Secondly, ART has a tradition of having china build their gear. Sort of like Audio Technica, Fender, Gibson (obviously only the less expensive lines), Carvin (a leader in their industry in the 90s), and so on. In fact, the list of companies that doesn't manufacture anything in china is probably shorter than the list that does.
 
Well I have had a pair of active YSM2"s for about 4 months now and so far they have been pretty good monitors...The only problem is I have a small Buzzing (That word again...LOL) sound when I have the Volume Knob at certain positions but just moveing it a tad fixes the Problem....

I paid $300 canadian for the set at L & MC Q and were the cheapest monitors that they had but I"m happy with them and they sure beat the 2watt PC speakers that I was blowing up on a Daily basis....


Cheers
 
Minion said:
Well I have had a pair of active YSM2"s for about 4 months now and so far they have been pretty good monitors...The only problem is I have a small Buzzing (That word again...LOL) sound when I have the Volume Knob at certain positions but just moveing it a tad fixes the Problem....

I paid $300 canadian for the set at L & MC Q and were the cheapest monitors that they had but I"m happy with them and they sure beat the 2watt PC speakers that I was blowing up on a Daily basis....


Cheers

I don't get this. Having pot buzzing problems is a problem isn't it?
is the key word here "small"?? a "small" buzzing problem.
Only $300!!
Maybe the cheap China stuff will make the old passives and a good amp, more attractive to the consumers again, start the cycle over?
The Actives seem to have a much higher problem rate, than the pasive setups.

A friend and I talked about this Quality crap over dark Bavarian Oktoberfest beers. :p

Do we consumers have to go thru a pile of shit-built goods to get one that works and is cosmetically new? :eek:
Do the CEO's stuff more money into their pockets...expecting us to be lazy sloth retards who'll accept faulty products made at 3rd world sweat shops? wow? :confused:
it appears so.

IMO, send the faulty shit back, don't settle for faulty crap equipment.

and if they do it twice, fhk 'em..go to another company. ;)
 
Sorry my first post here, resurrecting this 5-year-old thread. ...

But for anyone buying these used:

The buzzing problem is the little printed circuit board (the amp part of the speaker) buzzing at resonant frequency, which is a high bass note, not sure of the note. This is why the speaker buzzes even at pretty low volume.

One of the pair I own is bad about it. I took it over to Freeman Tuell in Dallas and they found nothing wrong with the speakers.

The little amp board just pops inside the speaker like a memory board in a computer slot. So on three sides of the board there is nothing to damp it and keep the buzz down.

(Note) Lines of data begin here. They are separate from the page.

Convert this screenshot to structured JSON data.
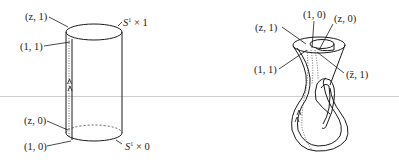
{
  "figure": {
    "scan_line_color": "#cfcfcf",
    "left_diagram": {
      "name": "cylinder S1 x I",
      "labels": {
        "top_left_point": "(z, 1)",
        "top_seam_point": "(1, 1)",
        "top_circle": "S",
        "top_circle_sup": "1",
        "top_circle_suffix": " × 1",
        "bottom_left_point": "(z, 0)",
        "bottom_seam_point": "(1, 0)",
        "bottom_circle": "S",
        "bottom_circle_sup": "1",
        "bottom_circle_suffix": " × 0"
      }
    },
    "right_diagram": {
      "name": "Klein bottle",
      "labels": {
        "top_center_point": "(1, 0)",
        "top_right_point": "(z, 0)",
        "left_upper_point": "(z, 1)",
        "left_lower_point": "(1, 1)",
        "right_point": "(z̄, 1)"
      }
    }
  }
}
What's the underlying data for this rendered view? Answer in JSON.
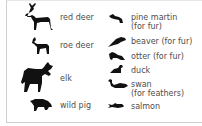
{
  "legend": {
    "left_column": [
      {
        "icon": "red-deer-icon",
        "label": "red deer"
      },
      {
        "icon": "roe-deer-icon",
        "label": "roe deer"
      },
      {
        "icon": "elk-icon",
        "label": "elk"
      },
      {
        "icon": "wild-pig-icon",
        "label": "wild pig"
      }
    ],
    "right_column": [
      {
        "icon": "pine-martin-icon",
        "label": "pine martin",
        "sub": "(for fur)"
      },
      {
        "icon": "beaver-icon",
        "label": "beaver (for fur)"
      },
      {
        "icon": "otter-icon",
        "label": "otter (for fur)"
      },
      {
        "icon": "duck-icon",
        "label": "duck"
      },
      {
        "icon": "swan-icon",
        "label": "swan",
        "sub": "(for feathers)"
      },
      {
        "icon": "salmon-icon",
        "label": "salmon"
      }
    ]
  },
  "colors": {
    "icon": "#111111",
    "text": "#4d4d4d",
    "border": "#cfcfcf"
  }
}
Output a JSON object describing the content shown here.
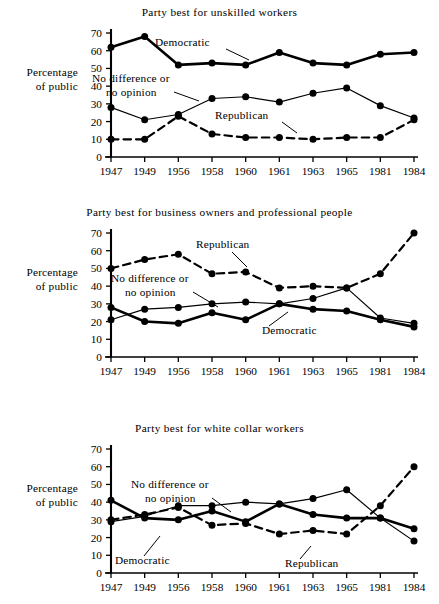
{
  "figure": {
    "y_axis_label_line1": "Percentage",
    "y_axis_label_line2": "of public"
  },
  "chart_data": [
    {
      "type": "line",
      "title": "Party best for unskilled workers",
      "xlabel": "",
      "ylabel": "Percentage of public",
      "categories": [
        "1947",
        "1949",
        "1956",
        "1958",
        "1960",
        "1961",
        "1963",
        "1965",
        "1981",
        "1984"
      ],
      "yticks": [
        0,
        10,
        20,
        30,
        40,
        50,
        60,
        70
      ],
      "ylim": [
        0,
        70
      ],
      "grid": false,
      "legend": "inline-annotations",
      "series": [
        {
          "name": "Democratic",
          "style": "thick-solid",
          "values": [
            62,
            68,
            52,
            53,
            52,
            59,
            53,
            52,
            58,
            59
          ]
        },
        {
          "name": "No difference or no opinion",
          "style": "thin-solid",
          "values": [
            28,
            21,
            24,
            33,
            34,
            31,
            36,
            39,
            29,
            22
          ]
        },
        {
          "name": "Republican",
          "style": "dashed",
          "values": [
            10,
            10,
            23,
            13,
            11,
            11,
            10,
            11,
            11,
            21
          ]
        }
      ]
    },
    {
      "type": "line",
      "title": "Party best for business owners and professional people",
      "xlabel": "",
      "ylabel": "Percentage of public",
      "categories": [
        "1947",
        "1949",
        "1956",
        "1958",
        "1960",
        "1961",
        "1963",
        "1965",
        "1981",
        "1984"
      ],
      "yticks": [
        0,
        10,
        20,
        30,
        40,
        50,
        60,
        70
      ],
      "ylim": [
        0,
        70
      ],
      "grid": false,
      "legend": "inline-annotations",
      "series": [
        {
          "name": "Republican",
          "style": "dashed",
          "values": [
            50,
            55,
            58,
            47,
            48,
            39,
            40,
            39,
            47,
            70
          ]
        },
        {
          "name": "No difference or no opinion",
          "style": "thin-solid",
          "values": [
            21,
            27,
            28,
            30,
            31,
            30,
            33,
            39,
            22,
            19
          ]
        },
        {
          "name": "Democratic",
          "style": "thick-solid",
          "values": [
            28,
            20,
            19,
            25,
            21,
            30,
            27,
            26,
            21,
            17
          ]
        }
      ]
    },
    {
      "type": "line",
      "title": "Party best for white collar workers",
      "xlabel": "",
      "ylabel": "Percentage of public",
      "categories": [
        "1947",
        "1949",
        "1956",
        "1958",
        "1960",
        "1961",
        "1963",
        "1965",
        "1981",
        "1984"
      ],
      "yticks": [
        0,
        10,
        20,
        30,
        40,
        50,
        60,
        70
      ],
      "ylim": [
        0,
        70
      ],
      "grid": false,
      "legend": "inline-annotations",
      "series": [
        {
          "name": "No difference or no opinion",
          "style": "thin-solid",
          "values": [
            29,
            32,
            38,
            38,
            40,
            39,
            42,
            47,
            31,
            18
          ]
        },
        {
          "name": "Democratic",
          "style": "thick-solid",
          "values": [
            41,
            31,
            30,
            35,
            29,
            39,
            33,
            31,
            31,
            25
          ]
        },
        {
          "name": "Republican",
          "style": "dashed",
          "values": [
            30,
            33,
            37,
            27,
            28,
            22,
            24,
            22,
            38,
            60
          ]
        }
      ]
    }
  ],
  "annotations": [
    {
      "panel": 0,
      "text": "Democratic"
    },
    {
      "panel": 0,
      "text": "No difference or"
    },
    {
      "panel": 0,
      "text": "no opinion"
    },
    {
      "panel": 0,
      "text": "Republican"
    },
    {
      "panel": 1,
      "text": "Republican"
    },
    {
      "panel": 1,
      "text": "No difference or"
    },
    {
      "panel": 1,
      "text": "no opinion"
    },
    {
      "panel": 1,
      "text": "Democratic"
    },
    {
      "panel": 2,
      "text": "No difference or"
    },
    {
      "panel": 2,
      "text": "no opinion"
    },
    {
      "panel": 2,
      "text": "Democratic"
    },
    {
      "panel": 2,
      "text": "Republican"
    }
  ]
}
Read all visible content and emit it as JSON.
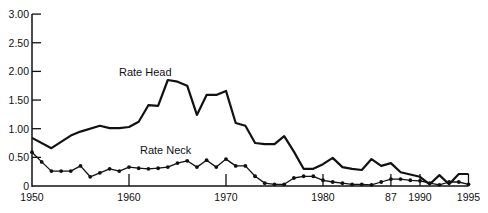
{
  "chart_data": {
    "type": "line",
    "title": "",
    "xlabel": "",
    "ylabel": "",
    "xlim": [
      1950,
      1995
    ],
    "ylim": [
      0,
      3.0
    ],
    "grid": false,
    "legend_position": "inline labels",
    "y_ticks": [
      "0",
      "0.50",
      "1.00",
      "1.50",
      "2.00",
      "2.50",
      "3.00"
    ],
    "x_ticks": [
      {
        "year": 1950,
        "label": "1950"
      },
      {
        "year": 1960,
        "label": "1960"
      },
      {
        "year": 1970,
        "label": "1970"
      },
      {
        "year": 1980,
        "label": "1980"
      },
      {
        "year": 1987,
        "label": "87"
      },
      {
        "year": 1990,
        "label": "1990"
      },
      {
        "year": 1995,
        "label": "1995"
      }
    ],
    "series": [
      {
        "name": "Rate Head",
        "markers": false,
        "x": [
          1950,
          1952,
          1954,
          1955,
          1957,
          1958,
          1959,
          1960,
          1961,
          1962,
          1963,
          1964,
          1965,
          1966,
          1967,
          1968,
          1969,
          1970,
          1971,
          1972,
          1973,
          1974,
          1975,
          1976,
          1977,
          1978,
          1979,
          1980,
          1981,
          1982,
          1983,
          1984,
          1985,
          1986,
          1987,
          1988,
          1989,
          1990,
          1991,
          1992,
          1993,
          1994,
          1995
        ],
        "values": [
          0.84,
          0.66,
          0.88,
          0.95,
          1.05,
          1.01,
          1.01,
          1.03,
          1.12,
          1.41,
          1.4,
          1.85,
          1.82,
          1.75,
          1.24,
          1.59,
          1.59,
          1.66,
          1.1,
          1.05,
          0.75,
          0.73,
          0.73,
          0.87,
          0.6,
          0.3,
          0.3,
          0.38,
          0.49,
          0.33,
          0.3,
          0.28,
          0.47,
          0.35,
          0.4,
          0.24,
          0.2,
          0.16,
          0.03,
          0.19,
          0.03,
          0.21,
          0.21
        ]
      },
      {
        "name": "Rate Neck",
        "markers": true,
        "x": [
          1950,
          1951,
          1952,
          1953,
          1954,
          1955,
          1956,
          1957,
          1958,
          1959,
          1960,
          1961,
          1962,
          1963,
          1964,
          1965,
          1966,
          1967,
          1968,
          1969,
          1970,
          1971,
          1972,
          1973,
          1974,
          1975,
          1976,
          1977,
          1978,
          1979,
          1980,
          1981,
          1982,
          1983,
          1984,
          1985,
          1986,
          1987,
          1988,
          1989,
          1990,
          1991,
          1992,
          1993,
          1994,
          1995
        ],
        "values": [
          0.59,
          0.42,
          0.26,
          0.26,
          0.26,
          0.35,
          0.16,
          0.23,
          0.3,
          0.26,
          0.33,
          0.31,
          0.3,
          0.31,
          0.33,
          0.4,
          0.44,
          0.33,
          0.45,
          0.33,
          0.47,
          0.35,
          0.35,
          0.17,
          0.05,
          0.03,
          0.03,
          0.14,
          0.17,
          0.17,
          0.1,
          0.07,
          0.05,
          0.03,
          0.03,
          0.02,
          0.07,
          0.12,
          0.12,
          0.1,
          0.09,
          0.05,
          0.02,
          0.07,
          0.07,
          0.03
        ]
      }
    ],
    "annotations": [
      {
        "text": "Rate Head",
        "year": 1959,
        "value": 2.0
      },
      {
        "text": "Rate Neck",
        "year": 1961,
        "value": 0.66
      }
    ]
  },
  "labels": {
    "head": "Rate Head",
    "neck": "Rate Neck"
  },
  "colors": {
    "line": "#111111",
    "background": "#ffffff"
  }
}
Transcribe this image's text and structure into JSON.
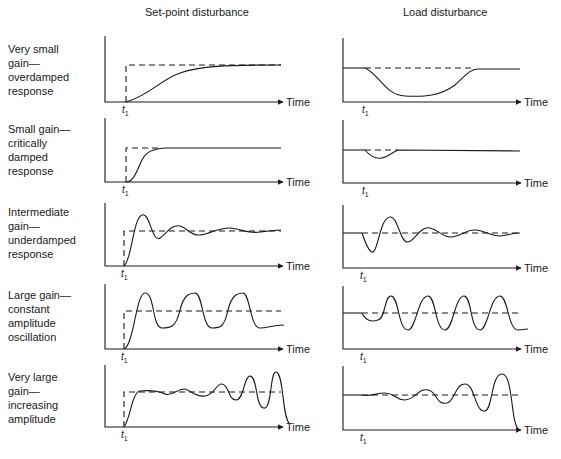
{
  "columns": [
    {
      "title": "Set-point disturbance"
    },
    {
      "title": "Load disturbance"
    }
  ],
  "rows": [
    {
      "label": "Very small\ngain—\noverdamped\nresponse"
    },
    {
      "label": "Small gain—\ncritically\ndamped\nresponse"
    },
    {
      "label": "Intermediate\ngain—\nunderdamped\nresponse"
    },
    {
      "label": "Large gain—\nconstant\namplitude\noscillation"
    },
    {
      "label": "Very large\ngain—\nincreasing\namplitude"
    }
  ],
  "axis": {
    "x_label": "Time",
    "event_marker": "t",
    "event_marker_sub": "1"
  },
  "colors": {
    "line": "#1a1a1a",
    "background": "#ffffff"
  }
}
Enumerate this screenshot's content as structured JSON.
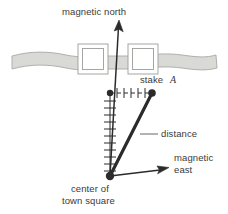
{
  "figure": {
    "type": "surveying-diagram",
    "title_text": "",
    "labels": {
      "magnetic_north": "magnetic north",
      "stake_a_prefix": "stake ",
      "stake_a_letter": "A",
      "distance": "distance",
      "magnetic_east_line1": "magnetic",
      "magnetic_east_line2": "east",
      "center_line1": "center of",
      "center_line2": "town square"
    },
    "colors": {
      "ink": "#3a3a3a",
      "line_dark": "#2b2b2b",
      "band_fill": "#d9d9d6",
      "band_stroke": "#a8a8a6",
      "building_stroke": "#9c9c9a",
      "building_fill": "#ffffff",
      "background": "#ffffff",
      "thin_line": "#555555"
    },
    "geometry": {
      "center_node": {
        "x": 110,
        "y": 176
      },
      "north_arrow_tip": {
        "x": 119,
        "y": 21
      },
      "north_scale_top": {
        "x": 110,
        "y": 93
      },
      "stake_a_node": {
        "x": 152,
        "y": 93
      },
      "east_arrow_tip": {
        "x": 168,
        "y": 168
      },
      "band_y": 62,
      "tick_count_vertical": 11,
      "tick_count_horizontal": 6
    },
    "elements": [
      "magnetic-north-arrow",
      "vertical-tick-scale",
      "horizontal-dashed-tick-line",
      "distance-segment",
      "magnetic-east-arrow",
      "road-band",
      "building-square-left",
      "building-square-right",
      "center-node-dot",
      "stake-node-dot",
      "scale-top-node-dot",
      "distance-leader-line"
    ]
  }
}
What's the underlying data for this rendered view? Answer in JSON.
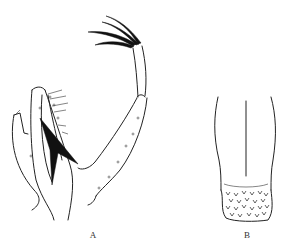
{
  "figure": {
    "panels": [
      {
        "id": "A",
        "label": "A",
        "subject": "appendage with claws and toothed process"
      },
      {
        "id": "B",
        "label": "B",
        "subject": "structure with spinulose distal region"
      }
    ]
  }
}
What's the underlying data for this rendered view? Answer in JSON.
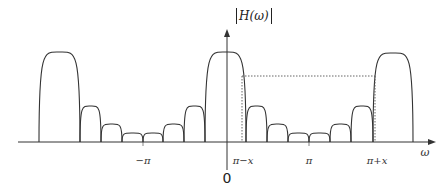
{
  "diagram": {
    "ylabel": "H(ω)",
    "xlabel": "ω",
    "origin_label": "0",
    "tick_labels": [
      {
        "text": "−π",
        "x": 143
      },
      {
        "text": "π−x",
        "x": 242
      },
      {
        "text": "π",
        "x": 309
      },
      {
        "text": "π+x",
        "x": 375
      }
    ],
    "colors": {
      "stroke": "#333333",
      "dotted": "#555555",
      "background": "#ffffff"
    },
    "lobes": [
      {
        "x0": 39,
        "x1": 80,
        "peak": 52,
        "type": "main-alias"
      },
      {
        "x0": 80,
        "x1": 101,
        "peak": 106,
        "type": "sidelobe"
      },
      {
        "x0": 101,
        "x1": 122,
        "peak": 124,
        "type": "sidelobe"
      },
      {
        "x0": 122,
        "x1": 143,
        "peak": 133,
        "type": "sidelobe"
      },
      {
        "x0": 143,
        "x1": 163,
        "peak": 133,
        "type": "sidelobe"
      },
      {
        "x0": 163,
        "x1": 184,
        "peak": 124,
        "type": "sidelobe"
      },
      {
        "x0": 184,
        "x1": 205,
        "peak": 106,
        "type": "sidelobe"
      },
      {
        "x0": 205,
        "x1": 246,
        "peak": 52,
        "type": "main"
      },
      {
        "x0": 246,
        "x1": 267,
        "peak": 106,
        "type": "sidelobe"
      },
      {
        "x0": 267,
        "x1": 288,
        "peak": 124,
        "type": "sidelobe"
      },
      {
        "x0": 288,
        "x1": 309,
        "peak": 133,
        "type": "sidelobe"
      },
      {
        "x0": 309,
        "x1": 330,
        "peak": 133,
        "type": "sidelobe"
      },
      {
        "x0": 330,
        "x1": 351,
        "peak": 124,
        "type": "sidelobe"
      },
      {
        "x0": 351,
        "x1": 373,
        "peak": 106,
        "type": "sidelobe"
      },
      {
        "x0": 373,
        "x1": 413,
        "peak": 53,
        "type": "main-alias"
      }
    ],
    "dotted_level_y": 76,
    "dotted_x_left": 242,
    "dotted_x_right": 375
  }
}
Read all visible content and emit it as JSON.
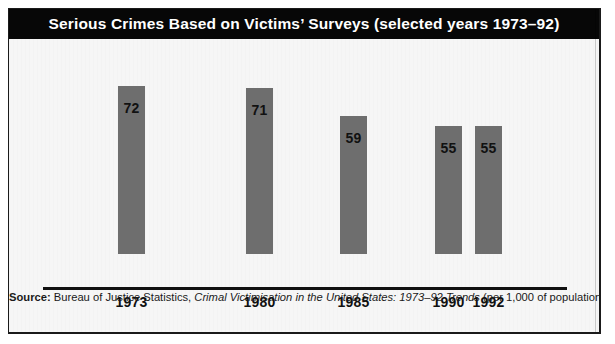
{
  "figure": {
    "title": "Serious Crimes Based on Victims’ Surveys (selected years 1973–92)",
    "source": {
      "label": "Source:",
      "publisher": " Bureau of Justice Statistics, ",
      "work": "Crimal Victimisation in the United States: 1973–92 Trends",
      "note": " (per 1,000 of population)"
    },
    "colors": {
      "bar": "#6e6e6e",
      "title_bar": "#070707",
      "title_text": "#ffffff",
      "axis": "#111111",
      "background": "#f6f6f6",
      "frame": "#1a1a1a"
    }
  },
  "chart_data": {
    "type": "bar",
    "title": "Serious Crimes Based on Victims’ Surveys (selected years 1973–92)",
    "xlabel": "",
    "ylabel": "",
    "ylim": [
      0,
      72
    ],
    "grid": false,
    "legend": "none",
    "units": "per 1,000 of population",
    "categories": [
      "1973",
      "1980",
      "1985",
      "1990",
      "1992"
    ],
    "values": [
      72,
      71,
      59,
      55,
      55
    ],
    "data_labels": [
      "72",
      "71",
      "59",
      "55",
      "55"
    ],
    "bars": [
      {
        "category": "1973",
        "value": 72,
        "label": "72",
        "left": 109,
        "width": 27
      },
      {
        "category": "1980",
        "value": 71,
        "label": "71",
        "left": 237,
        "width": 27
      },
      {
        "category": "1985",
        "value": 59,
        "label": "59",
        "left": 331,
        "width": 27
      },
      {
        "category": "1990",
        "value": 55,
        "label": "55",
        "left": 426,
        "width": 27
      },
      {
        "category": "1992",
        "value": 55,
        "label": "55",
        "left": 466,
        "width": 27
      }
    ]
  }
}
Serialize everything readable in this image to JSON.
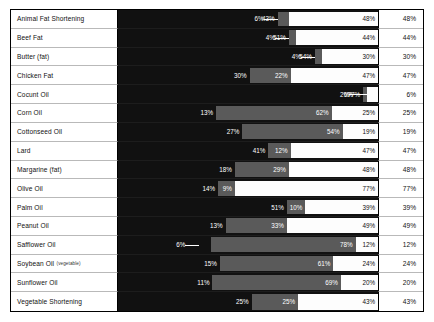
{
  "chart_data": {
    "type": "bar",
    "subtype": "stacked-horizontal",
    "title": "",
    "xlabel": "",
    "ylabel": "",
    "grid": false,
    "legend": [
      {
        "name": "Saturated fat",
        "color": "#111111"
      },
      {
        "name": "Mono-unsaturated fat",
        "color": "#5a5a5a"
      },
      {
        "name": "Poly-unsaturated fat",
        "color": "#fdfdfd"
      }
    ],
    "legend_position": "none",
    "xlim": [
      0,
      100
    ],
    "categories": [
      "Animal Fat Shortening",
      "Beef Fat",
      "Butter (fat)",
      "Chicken Fat",
      "Cocunt Oil",
      "Corn Oil",
      "Cottonseed Oil",
      "Lard",
      "Margarine (fat)",
      "Olive Oil",
      "Palm Oil",
      "Peanut Oil",
      "Safflower Oil",
      "Soybean Oil",
      "Sunflower Oil",
      "Vegetable Shortening"
    ],
    "series": [
      {
        "name": "Saturated fat",
        "values": [
          43,
          51,
          54,
          30,
          77,
          13,
          27,
          41,
          18,
          14,
          51,
          13,
          6,
          15,
          11,
          25
        ]
      },
      {
        "name": "Mono-unsaturated fat",
        "values": [
          6,
          4,
          4,
          22,
          2,
          62,
          54,
          12,
          29,
          9,
          10,
          33,
          78,
          61,
          69,
          25
        ]
      },
      {
        "name": "Poly-unsaturated fat",
        "values": [
          48,
          44,
          30,
          47,
          6,
          25,
          19,
          47,
          48,
          77,
          39,
          49,
          12,
          24,
          20,
          43
        ]
      }
    ],
    "right_column_label": "",
    "right_column_values": [
      "48%",
      "44%",
      "30%",
      "47%",
      "6%",
      "25%",
      "19%",
      "47%",
      "48%",
      "77%",
      "39%",
      "49%",
      "12%",
      "24%",
      "20%",
      "43%"
    ]
  },
  "rows": [
    {
      "label": "Animal Fat Shortening",
      "sub": "",
      "sat": "43%",
      "mono": "6%",
      "poly": "48%",
      "value": "48%",
      "sat_pct": 43,
      "mono_pct": 6,
      "poly_pct": 48
    },
    {
      "label": "Beef Fat",
      "sub": "",
      "sat": "51%",
      "mono": "4%",
      "poly": "44%",
      "value": "44%",
      "sat_pct": 51,
      "mono_pct": 4,
      "poly_pct": 44
    },
    {
      "label": "Butter (fat)",
      "sub": "",
      "sat": "54%",
      "mono": "4%",
      "poly": "30%",
      "value": "30%",
      "sat_pct": 54,
      "mono_pct": 4,
      "poly_pct": 30
    },
    {
      "label": "Chicken Fat",
      "sub": "",
      "sat": "30%",
      "mono": "22%",
      "poly": "47%",
      "value": "47%",
      "sat_pct": 30,
      "mono_pct": 22,
      "poly_pct": 47
    },
    {
      "label": "Cocunt Oil",
      "sub": "",
      "sat": "77%",
      "mono": "2%",
      "poly": "6%",
      "value": "6%",
      "sat_pct": 77,
      "mono_pct": 2,
      "poly_pct": 6
    },
    {
      "label": "Corn Oil",
      "sub": "",
      "sat": "13%",
      "mono": "62%",
      "poly": "25%",
      "value": "25%",
      "sat_pct": 13,
      "mono_pct": 62,
      "poly_pct": 25
    },
    {
      "label": "Cottonseed Oil",
      "sub": "",
      "sat": "27%",
      "mono": "54%",
      "poly": "19%",
      "value": "19%",
      "sat_pct": 27,
      "mono_pct": 54,
      "poly_pct": 19
    },
    {
      "label": "Lard",
      "sub": "",
      "sat": "41%",
      "mono": "12%",
      "poly": "47%",
      "value": "47%",
      "sat_pct": 41,
      "mono_pct": 12,
      "poly_pct": 47
    },
    {
      "label": "Margarine (fat)",
      "sub": "",
      "sat": "18%",
      "mono": "29%",
      "poly": "48%",
      "value": "48%",
      "sat_pct": 18,
      "mono_pct": 29,
      "poly_pct": 48
    },
    {
      "label": "Olive Oil",
      "sub": "",
      "sat": "14%",
      "mono": "9%",
      "poly": "77%",
      "value": "77%",
      "sat_pct": 14,
      "mono_pct": 9,
      "poly_pct": 77
    },
    {
      "label": "Palm Oil",
      "sub": "",
      "sat": "51%",
      "mono": "10%",
      "poly": "39%",
      "value": "39%",
      "sat_pct": 51,
      "mono_pct": 10,
      "poly_pct": 39
    },
    {
      "label": "Peanut Oil",
      "sub": "",
      "sat": "13%",
      "mono": "33%",
      "poly": "49%",
      "value": "49%",
      "sat_pct": 13,
      "mono_pct": 33,
      "poly_pct": 49
    },
    {
      "label": "Safflower Oil",
      "sub": "",
      "sat": "6%",
      "mono": "78%",
      "poly": "12%",
      "value": "12%",
      "sat_pct": 6,
      "mono_pct": 78,
      "poly_pct": 12
    },
    {
      "label": "Soybean Oil",
      "sub": "(vegetable)",
      "sat": "15%",
      "mono": "61%",
      "poly": "24%",
      "value": "24%",
      "sat_pct": 15,
      "mono_pct": 61,
      "poly_pct": 24
    },
    {
      "label": "Sunflower Oil",
      "sub": "",
      "sat": "11%",
      "mono": "69%",
      "poly": "20%",
      "value": "20%",
      "sat_pct": 11,
      "mono_pct": 69,
      "poly_pct": 20
    },
    {
      "label": "Vegetable Shortening",
      "sub": "",
      "sat": "25%",
      "mono": "25%",
      "poly": "43%",
      "value": "43%",
      "sat_pct": 25,
      "mono_pct": 25,
      "poly_pct": 43
    }
  ]
}
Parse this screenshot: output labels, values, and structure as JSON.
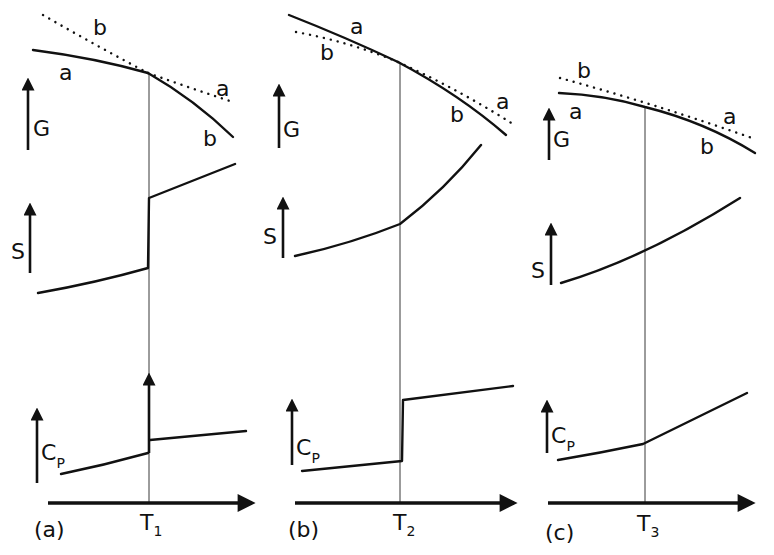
{
  "figure": {
    "panels": [
      {
        "id": "a",
        "label": "(a)",
        "transition_temp": {
          "symbol": "T",
          "subscript": "1"
        },
        "G": {
          "axis_label": "G",
          "curve_labels": {
            "solid_left": "a",
            "dotted_left": "b",
            "dotted_right": "a",
            "solid_right": "b"
          }
        },
        "S": {
          "axis_label": "S",
          "behavior": "discontinuous jump at T1"
        },
        "Cp": {
          "axis_label": "C",
          "axis_subscript": "P",
          "behavior": "delta-function spike (arrow) at T1"
        }
      },
      {
        "id": "b",
        "label": "(b)",
        "transition_temp": {
          "symbol": "T",
          "subscript": "2"
        },
        "G": {
          "axis_label": "G",
          "curve_labels": {
            "solid_left": "a",
            "dotted_left": "b",
            "dotted_right": "a",
            "solid_right": "b"
          }
        },
        "S": {
          "axis_label": "S",
          "behavior": "continuous, slope change at T2"
        },
        "Cp": {
          "axis_label": "C",
          "axis_subscript": "P",
          "behavior": "step discontinuity at T2"
        }
      },
      {
        "id": "c",
        "label": "(c)",
        "transition_temp": {
          "symbol": "T",
          "subscript": "3"
        },
        "G": {
          "axis_label": "G",
          "curve_labels": {
            "solid_left": "a",
            "dotted_left": "b",
            "dotted_right": "a",
            "solid_right": "b"
          }
        },
        "S": {
          "axis_label": "S",
          "behavior": "smooth through T3"
        },
        "Cp": {
          "axis_label": "C",
          "axis_subscript": "P",
          "behavior": "slope change at T3"
        }
      }
    ]
  }
}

I got some 1/8" thick Dr. Scholl's moleskin (spongy stuff) with the adhesive on the back. Stuck that on the inside of the speaker plate so that when I screw the back of the speaker in - the moleskin contacts the amp PCB and dampens it a good bit, not perfect. Careful don't tighten so much as to snap the PCB. If anybody knows a better solution, like a rubber dampener that clamps on PCBs, that would be great.

Good sounding speakers though, pretty flat in my limited experience.